A common mutation has been described in the FABP2 gene encoding the I-FABP (intestinal fatty acid binding protein), a key protein involved in the intracellular lipid trafficking in the enterocyte(Reference Baier, Sacchettini, Knowler, Eads, Paolisso, Tataranni, Mochizuki, Bennett, Bogardus and Prochazka14, Reference Dworatzek, Hegele and Wolever15). This gene variant results in a Ala/Thr substitution at position 54 in the protein sequence, which alters its interactions with fatty acids. We found that men and women homozygous for Thr54 presented an opposite pattern for triglyceride-rich lipoprotein cholesterol at baseline with highest values observed in Thr/Thr men and lowest values in Thr/Thr women. Nevertheless, the FABP2 genotype did not interact noticeably with the amplitude of response to the dietary intervention(Reference Gastaldi, Dizière, Defoort, Portugal, Lairon, Darmon and Planells12).
The MTTP gene encodes the microsomial transfer protein (MTP), an intra-cellular protein involved in VLDL and chylomicrons assembly in the liver and small intestine, and shows a common mutation in the promoter sequence (−493 G/T polymorphism)(Reference Karpe, Lundahl, Ehrenborg, Eriksson and Hamsten16, Reference Ledmyr, McMahon, Ehrenborg, Nielsen, Neville, Lithell, MacFarlane, Packard and Karpe17). We found that men and women exhibit a different pattern for insulin values at baseline with highest values in T/T men and lowest values in T/T women(Reference Gastaldi, Dizière, Defoort, Portugal, Lairon, Darmon and Planells12). However, men and women homozygous for the T allele displayed a significantly more pronounced response after the 3-month dietary intervention for plasma cholesterol and triglycerides as illustrated in Figs. 3 and 4, while the lowering of the Framingham score for cardiovascular risk was more pronounced in T/T men than T/T women (Fig. 5).
Conclusions
The data reported thus provide the first evidence of the interaction between some gene polymorphisms (SNP) and metabolic responses to a dietary pattern of the Mediterranean type. The fact that the variations of very important parameters, which are acknowledged cardiovascular risk factors, are influenced by gene polymorphisms is indicative of the key importance of genetic susceptibility regarding responses to diets. Moreover, the fact that some gene polymorphisms (genes coding for apo B, apo A-IV, apo E, MTP, CETP) are concomitantly associated to variations of several parameters, which take part in various metabolic pathways, does indicate that these polymorphisms are of particular importance in modulating responses to diets and controlling nutritional status and metabolic homeostasis.

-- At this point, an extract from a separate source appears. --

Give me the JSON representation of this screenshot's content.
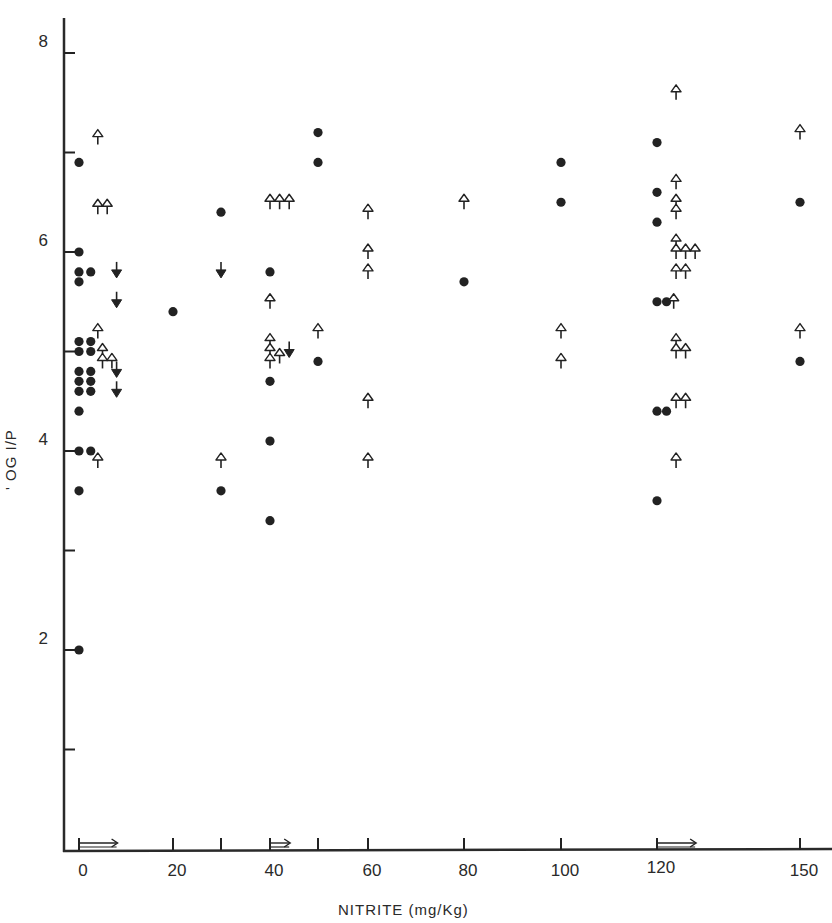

Further large-scale studies on gene–diet interactions are necessary to thoroughly evaluate the relevant ones, as recently reviewed(Reference Williams, Ordovas, Lairon, Hesketh, Lietz, Gibney and van Ommen18). This newly accumulated knowledge might constitute the basis of new kinds of dietary recommendations. Indeed, the alternative to the present recommendations to the general public or some broad groups (kids, teenagers, elderly people, pregnant women, etc.) can be more focussed recommendations based on the specific responses to particular dietary patterns or nutrients which are, at least in part, modulated by various gene polymorphisms and their combinations. This can raise and support the concept of ‘personalised nutrition’ aiming at providing targeted dietary advices to specific groups of people or even individuals. Such a strategy needs accumulation of new knowledge, should take into consideration ethical and psychological issues related to genetic screening and requests that sufficient means are devoted to efficient advising and follow-up of people. A long way ahead.